A Van Gogh painting stolen from a Dutch museum was handed to an art detective in an Ikea bag after being missing for years
- A detective said he negotiated the return of a Van Gogh painting that was stolen in 2020.
- Arthur Brand said he was delivered the painting in a blue Ikea bag at his home.
A Dutch art detective says he was delivered a missing Van Gogh artwork tucked in a blue Ikea bag at his home in Amsterdam.
Arthur Brand, dubbed the "Indiana Jones of the art world" by local media, made the announcement in a video posted on his Instagram account on Tuesday.
"So here it is! The Spring Garden by Vincent van Gogh, which was stolen three and a half years ago on Van Gogh's birthday from a museum in the Netherlands," he said.
The painting, which has the full title "The Parsonage Garden at Nuenen in Spring," was stolen during a break-in at the Singer Laren museum in the Dutch town of Laren on March 30, 2020.
The museum was displaying the artwork as part of a temporary exhibition and had borrowed it from the Groninger Museum, per a statement on its Facebook account. The museum was closed at the time due to the coronavirus pandemic.
The thief smashed through two glass doors to get into the museum, according to the BBC.
Over the past few years the painting circulated in the criminal world, according to communications intercepted by the police, the BBC reported.
In comments to The Guardian, Brand said that the police were able to arrest everybody involved: the thief, intermediaries and the buyer. "Everybody was in jail, but the painting was still not there," he said.
That is, until Brand received a call from an unidentified individual who told him they could return the Van Gogh.
After some negotiations, he persuaded the man, whom Brand said had "nothing to do with the theft," to hand it to him, The Guardian reported.
Brand did not reveal the identity of the man. It remains unclear how he got the painting.
In his Instagram post, Brand said he recovered the iconic painting in "close coordination" with Dutch police and would hand it over to the director of the Groninger Museum "in a couple of minutes".
In a Facebook post, the museum's director, Andreas Blühm, thanked Brand for his role in the search.
Brand has helped recover more than 200 works of art over the past 20 years, per CNN.
He helped recover Salvador Dalí's "Adolescence" in 2016, Tamara de Lempicka's "La Musicienne" in 2016, as well as a ring once gifted to a friend by Oscar Wilde.
According to The New York Times, Brand has published books, hosted a television program about locating stolen art, and has often urged people to come forward to return stolen artworks.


Task brief
In the listing below, find each line that holds "axis" and list it.
[Data section Boundary: Start]
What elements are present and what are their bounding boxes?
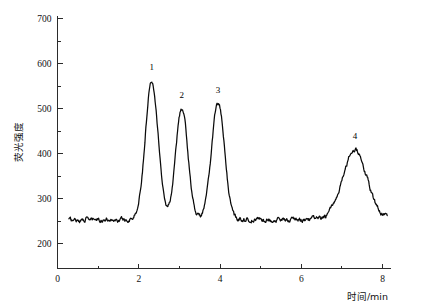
- x-axis: 02468: [55, 264, 391, 284]
- x-tick-label: 6: [299, 274, 304, 284]
- trace-path: [69, 82, 387, 223]
- y-axis-title: 荧光强度: [13, 122, 24, 162]
- y-tick-label: 600: [37, 59, 52, 69]
- y-tick-label: 300: [37, 194, 52, 204]
- chromatogram-figure: 200300400500600700 02468 1234 荧光强度 时间/mi…: [0, 0, 432, 308]
- fluorescence-trace: [69, 82, 387, 223]
- chart-canvas: 200300400500600700 02468 1234 荧光强度 时间/mi…: [0, 0, 432, 308]
- peak-label-2: 2: [180, 90, 185, 100]
- x-axis-title: 时间/min: [347, 291, 388, 302]
- y-tick-label: 200: [37, 239, 52, 249]
- y-axis: 200300400500600700: [37, 14, 62, 269]
- y-tick-label: 500: [37, 104, 52, 114]
- y-tick-label: 700: [37, 14, 52, 24]
- peak-label-3: 3: [216, 85, 221, 95]
- peak-label-1: 1: [150, 62, 155, 72]
- y-tick-label: 400: [37, 149, 52, 159]
- peak-label-4: 4: [353, 131, 358, 141]
- x-tick-label: 8: [380, 274, 385, 284]
- x-tick-label: 4: [218, 274, 223, 284]
- peak-labels: 1234: [150, 62, 358, 141]
- x-tick-label: 2: [136, 274, 141, 284]
- x-tick-label: 0: [55, 274, 60, 284]
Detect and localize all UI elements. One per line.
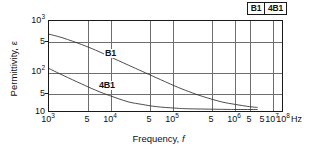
legend-item-b1: B1 (248, 3, 265, 14)
x-tick-1e4: 104 (103, 115, 117, 124)
x-tick-5e6: 5 (246, 115, 251, 124)
x-axis-title-symbol: f (182, 133, 185, 144)
y-tick-1e3: 103 (31, 16, 45, 25)
legend-item-4b1: 4B1 (265, 3, 286, 14)
legend: B1 4B1 (247, 2, 287, 15)
x-axis-title-text: Frequency, (132, 133, 179, 144)
x-tick-5e4: 5 (146, 115, 151, 124)
curves (49, 21, 282, 111)
x-axis-unit: Hz (291, 115, 302, 124)
x-tick-5e3: 5 (84, 115, 89, 124)
x-tick-1e3: 103 (41, 115, 55, 124)
x-tick-1e8: 108 (276, 115, 290, 124)
x-tick-1e5: 105 (165, 115, 179, 124)
curve-label-4b1: 4B1 (98, 81, 116, 90)
y-axis-title: Permittivity, ε (9, 19, 19, 119)
x-tick-5e5: 5 (208, 115, 213, 124)
x-axis-title: Frequency, f (0, 134, 317, 144)
y-tickmark-5e1 (45, 93, 48, 94)
plot-area (48, 20, 283, 112)
x-tick-1e6: 106 (227, 115, 241, 124)
y-axis-ticks: 103 5 102 5 10 (18, 0, 45, 156)
curve-label-b1: B1 (104, 49, 117, 58)
x-tick-5e7: 5 (259, 115, 264, 124)
curve-b1 (49, 34, 258, 107)
permittivity-vs-frequency-figure: B1 4B1 B1 4B1 103 5 102 5 10 Permittivit… (0, 0, 317, 156)
y-tickmark-5e2 (45, 41, 48, 42)
curve-4b1 (49, 68, 258, 109)
y-tick-1e2: 102 (31, 67, 45, 76)
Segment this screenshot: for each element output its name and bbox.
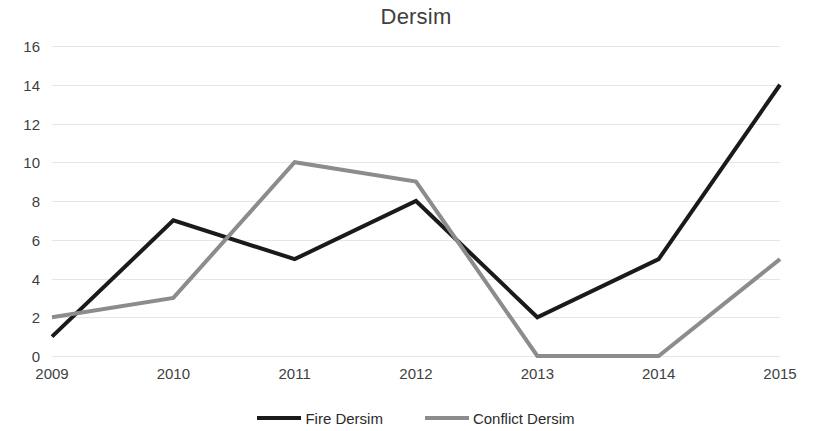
y-tick-label: 16 <box>0 39 40 54</box>
series-lines <box>52 46 780 356</box>
legend-label: Fire Dersim <box>305 411 383 426</box>
y-tick-label: 2 <box>0 310 40 325</box>
chart-container: Dersim 1614121086420 2009201020112012201… <box>0 0 832 431</box>
y-tick-label: 14 <box>0 77 40 92</box>
legend-label: Conflict Dersim <box>473 411 575 426</box>
legend-line-icon <box>425 416 469 420</box>
x-axis: 2009201020112012201320142015 <box>52 366 780 390</box>
x-tick-label: 2010 <box>157 366 190 381</box>
legend-line-icon <box>257 416 301 420</box>
x-tick-label: 2013 <box>521 366 554 381</box>
y-tick-label: 8 <box>0 194 40 209</box>
y-tick-label: 4 <box>0 271 40 286</box>
x-tick-label: 2009 <box>35 366 68 381</box>
x-tick-label: 2015 <box>763 366 796 381</box>
legend-item[interactable]: Fire Dersim <box>257 411 383 426</box>
y-tick-label: 0 <box>0 349 40 364</box>
chart-title: Dersim <box>0 4 832 30</box>
x-tick-label: 2014 <box>642 366 675 381</box>
series-line <box>52 162 780 356</box>
y-tick-label: 12 <box>0 116 40 131</box>
plot-area <box>52 46 780 356</box>
x-tick-label: 2011 <box>279 366 311 381</box>
y-axis: 1614121086420 <box>0 46 40 356</box>
gridline <box>52 356 780 357</box>
chart-legend: Fire DersimConflict Dersim <box>0 405 832 431</box>
y-tick-label: 6 <box>0 232 40 247</box>
x-tick-label: 2012 <box>399 366 432 381</box>
y-tick-label: 10 <box>0 155 40 170</box>
legend-item[interactable]: Conflict Dersim <box>425 411 575 426</box>
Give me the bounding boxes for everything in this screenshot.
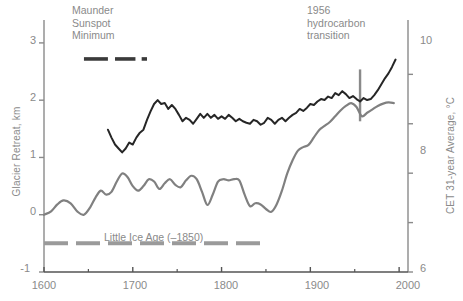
chart-figure: Glacier Retreat, km CET 31-year Average,… xyxy=(0,0,463,301)
data-series xyxy=(44,60,396,215)
plot-area xyxy=(0,0,463,301)
annotation-markers xyxy=(44,59,360,243)
series-line-right xyxy=(108,60,396,153)
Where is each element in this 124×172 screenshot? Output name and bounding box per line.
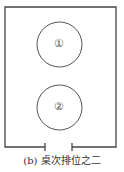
table-1-label: ①	[49, 38, 69, 50]
room-diagram	[0, 0, 124, 172]
room-wall	[5, 7, 116, 147]
figure-caption: (b) 桌次排位之二	[0, 152, 124, 167]
table-2-label: ②	[49, 101, 69, 113]
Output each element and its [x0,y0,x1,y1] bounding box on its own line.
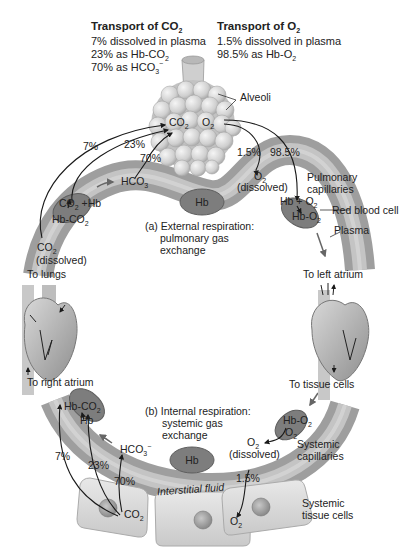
pct-70-bottom: 70% [114,475,135,487]
o2-transport-line: 1.5% dissolved in plasma [217,35,341,48]
hb-bottom-left-label: Hb [80,414,93,426]
to-left-atrium-label: To left atrium [303,268,363,280]
flow-arrow-icon [317,233,325,256]
o2-transport-title: Transport of O2 [217,20,300,33]
to-tissue-cells-label: To tissue cells [289,378,354,390]
hb-label-top: Hb [194,196,210,208]
hco3-top: HCO3 [121,175,148,187]
co2-transport-title: Transport of CO2 [91,20,182,33]
pct-70-top: 70% [140,152,161,164]
pct-98-5-top: 98.5% [270,146,300,158]
systemic-tissue-cells-label: Systemictissue cells [302,497,353,521]
hb-co2-top-label: Hb-CO2 [52,213,89,225]
co2-transport-line: 70% as HCO3− [91,61,163,74]
flow-arrow-icon [310,393,318,405]
co2-dissolved-top: CO2 [37,241,57,253]
pulmonary-capillaries-label: Pulmonarycapillaries [307,171,357,195]
o2-dissolved-bottom: O2 [247,436,259,448]
systemic-capillaries-label: Systemiccapillaries [297,438,344,462]
hb-label-bottom: Hb [183,454,201,466]
internal-respiration-label: (b) Internal respiration: systemic gas e… [145,405,251,441]
hb-o2-bottom-label: Hb-O2 [283,414,312,426]
co2-plus-hb-label: CO2 +Hb [59,197,101,209]
pct-23-top: 23% [124,138,145,150]
dissolved-label: (dissolved) [237,181,288,193]
hco3-bottom: HCO3− [120,443,151,455]
pct-7-top: 7% [83,140,98,152]
tissue-co2-label: CO2 [124,508,144,520]
hb-o2-top-label: Hb-O2 [292,210,321,222]
o2-in-rbc-bottom: O2 [285,426,297,438]
o2-transport-line: 98.5% as Hb-O2 [217,48,296,61]
co2-transport-line: 23% as Hb-CO2 [91,48,169,61]
dissolved-label: (dissolved) [229,448,280,460]
alveoli-o2-label: O2 [202,116,214,128]
tissue-o2-label: O2 [230,515,242,527]
pct-1-5-bottom: 1.5% [236,472,260,484]
co2-transport-line: 7% dissolved in plasma [91,35,206,48]
hb-plus-o2-label: Hb + O2 [280,195,317,207]
alveoli-label: Alveoli [240,91,271,103]
hb-co2-bottom-label: Hb-CO2 [64,400,101,412]
pct-1-5-top: 1.5% [237,146,261,158]
plasma-label: Plasma [334,224,369,236]
alveoli-co2-label: CO2 [169,116,189,128]
pct-23-bottom: 23% [88,459,109,471]
red-blood-cell-label: Red blood cell [332,204,399,216]
to-lungs-label: To lungs [27,268,66,280]
external-respiration-label: (a) External respiration: pulmonary gas … [145,220,254,256]
pct-7-bottom: 7% [55,450,70,462]
to-right-atrium-label: To right atrium [27,376,94,388]
alveoli-cluster [149,56,241,176]
dissolved-label: (dissolved) [36,254,87,266]
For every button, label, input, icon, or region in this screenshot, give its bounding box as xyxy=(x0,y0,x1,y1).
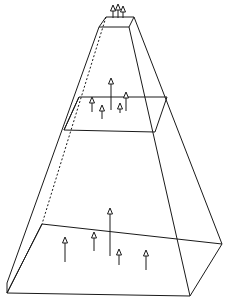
back-left-hidden-edge xyxy=(42,17,106,224)
top-cap-arrows xyxy=(111,4,126,18)
up-arrow-icon xyxy=(109,78,114,110)
middle-left-edge xyxy=(64,97,79,130)
up-arrow-icon xyxy=(118,103,123,113)
bottom-slab-arrows xyxy=(63,208,149,270)
frustum-diagram xyxy=(0,0,228,301)
up-arrow-icon xyxy=(100,105,105,119)
up-arrow-icon xyxy=(90,97,95,112)
up-arrow-icon xyxy=(111,5,116,18)
up-arrow-icon xyxy=(144,250,149,270)
diagram-svg xyxy=(0,0,228,301)
up-arrow-icon xyxy=(92,232,97,251)
up-arrow-icon xyxy=(63,237,68,262)
up-arrow-icon xyxy=(117,249,122,265)
arrow-layer xyxy=(63,4,149,270)
back-right-edge xyxy=(134,17,222,244)
front-left-edge xyxy=(7,27,99,283)
side-edges xyxy=(7,17,222,296)
front-right-edge xyxy=(129,27,190,296)
bottom-slab xyxy=(7,224,222,296)
up-arrow-icon xyxy=(121,6,126,18)
bottom-slab-face xyxy=(7,224,222,296)
up-arrow-icon xyxy=(124,92,129,111)
up-arrow-icon xyxy=(116,4,121,18)
middle-slice-arrows xyxy=(90,78,129,119)
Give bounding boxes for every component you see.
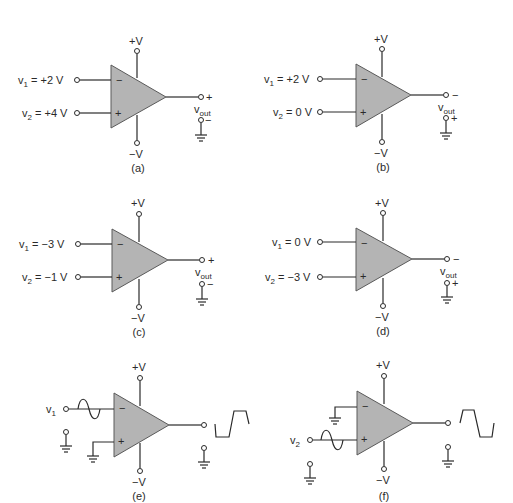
[Data section Boundary: End]
Output below
- x-axis: 02468: [55, 264, 391, 284]
- y-axis-title: 荧光强度: [13, 122, 24, 162]
- x-axis-title: 时间/min: [347, 291, 388, 302]
- y-axis: 200300400500600700: [37, 14, 62, 269]
x-axis-title-symbol: f (182, 133, 185, 144)
x-axis-title-text: Frequency, (132, 133, 179, 144)
x-axis-unit: Hz (291, 115, 302, 124)
y-axis-title: Permittivity, ε (9, 19, 19, 119)
x-axis-title: Frequency, f (0, 134, 317, 144)
y-axis-ticks: 103 5 102 5 10 (18, 0, 45, 156)
x-axis: 2009201020112012201320142015 <box>52 366 780 390</box>
y-axis: 1614121086420 <box>0 46 40 356</box>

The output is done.